RCA: Test Points, Test Results and Timestamps
Over the last month or so we have been receiving a lot of customer tickets related to mismatch in test point counts in Progress Report, or the test result timestamp being in the future(!) or the test result chart showing incorrect data etc.
Here are some developer community tickets related to this issue,
Difference between Test Plan Outcome and Progress Report outcome
TestPoint Analytics Data showing incorrect ChangedDateSK
Test Point API is returning incorrect completion test date
Before we delve into what caused this issue and how we fixed it, let’s spend some time in understanding the issue and what scenarios users saw broken.
- In the Progress Report page, users would see that the count on the trend chart does not match the count in the Summary tab. For example, in the below screenshot the numbers in the Outcome trend chart add up to 8311; but the Summary card we show the total as 8308. So there is a difference of 3 test points.
- The test results REST API was returning incorrect value for
completedDate
anddurationInMs
fields.
- The Test Progress Analytics API would return a wrong date.
- Any test point or test result related chart created for a suite in the
Charts
tab would again show similar mismatches in terms of number of test points
Root Cause
This problem was caused by a seemingly innocuous change that was made for the automated test results scenario. Unfortunately, the code path was also used for Manual tests and that broke our scenario.
The bug in automated scenario was that the test results’ duration was being set to 0 even though the client was passing the duration value when updating the test result data. The fix was simple, use the duration value to compute the results’ CompletedDate
. Here’s the snippet of code that fixed this issue:
if (context.IsFeatureEnabled(DurationPriorityWhenPresent) &&
resultModel.DurationInMs > 0)
{
resultUpdateRequest.TestCaseResult.DateCompleted =
resultUpdateRequest.TestCaseResult.DateStarted.AddTimeSpan(
TimeSpan.FromMilliseconds(resultModel.DurationInMs));
}
Now, due to unknown historical reasons (a.k.a legacy code), Manual Testing scenario had a weird logic when it came to computing the duration of the test result. Manual testing always used the startDate
and completedDate
fields separately and both these fields would be sent from the client side code.
The duration
field on the other hand was being multiplied by 10,000 on the client side and sent to server. I’m assuming whoever did this wanted to convert the value from milliseconds to ticks maybe. And when the client wanted to render the duration on a web page it would divide the value from server by 10,000 and then treat the resultant value in milliseconds and show it appropriately. Things were all working fine until the above change went in. When the above change went live, this is what happened for manual testing scenario.
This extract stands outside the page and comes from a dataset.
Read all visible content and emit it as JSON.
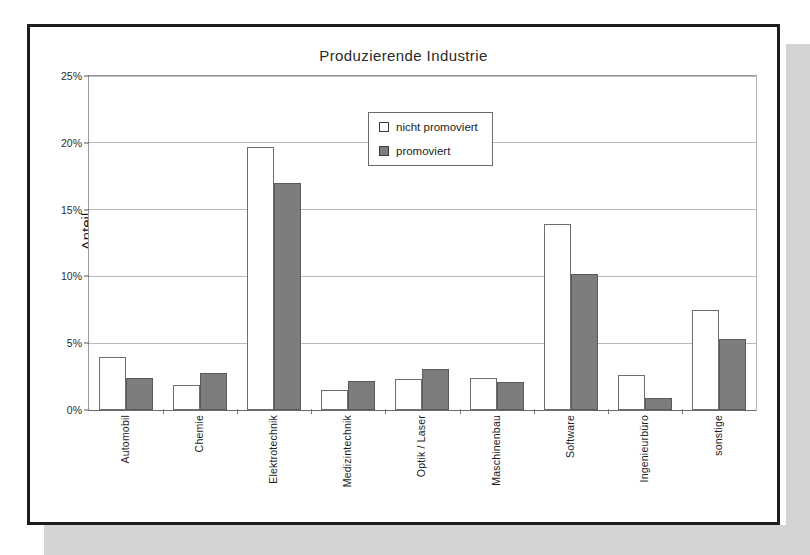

- If you ran the web runner for 10 seconds (= 10,000ms); the client would call the results API by multiplying this duration by 10,000. So the value that would get sent to the server was 10,000 * 10,000.
- Now if the server treated this value as ticks, it may have been alright still but after the above code change went live, the duration value was being read in milliseconds; so the value really became 10,000*10,000 milliseconds!
- Now depending on how long you kept the web runner running for the manual test run, the computed value would be far ahead in the future; like you see in the screenshots above.
The code change mentioned above went live around 14th Jan, 2020 and the fix for the issue went live on 24th Feb, 2020. All manual test runs that were done within this window all had issues with duration timestamps.
Snowball effect
What further amplified and made this problem worse,
- The test result data is stored in a micro-service called TCM service
- Most of Manual test scenarios are powered from within the TFS service
- We have a scheduled sync-job that runs on TFS and pulls in data about test points (and test results) from TCM service and updates it in TFS
- All of Manual Test analytics, including
Progress Report
, is powered by data from TFS - Now since the wrong timestamps got sync’ed to TFS as well, it broke a lot of Manual Test scenarios
- Manual test analytics does the aggregation at a daily granularity, and the wrong timestamps messed up this aggregation logic
Fix
The fix was simple once we knew what the issue was. We added a conditional check in the above code so that it would update the date only if the run was for automated tests.
Mitigation
For Manual test customers who performed a test run between the impact period, we had to go and fix up the timestamp enteries in the TCM and TFS database.
Prevention
We’ve since added tests for this scenario so that in future we can catch this before it can impact customers on production.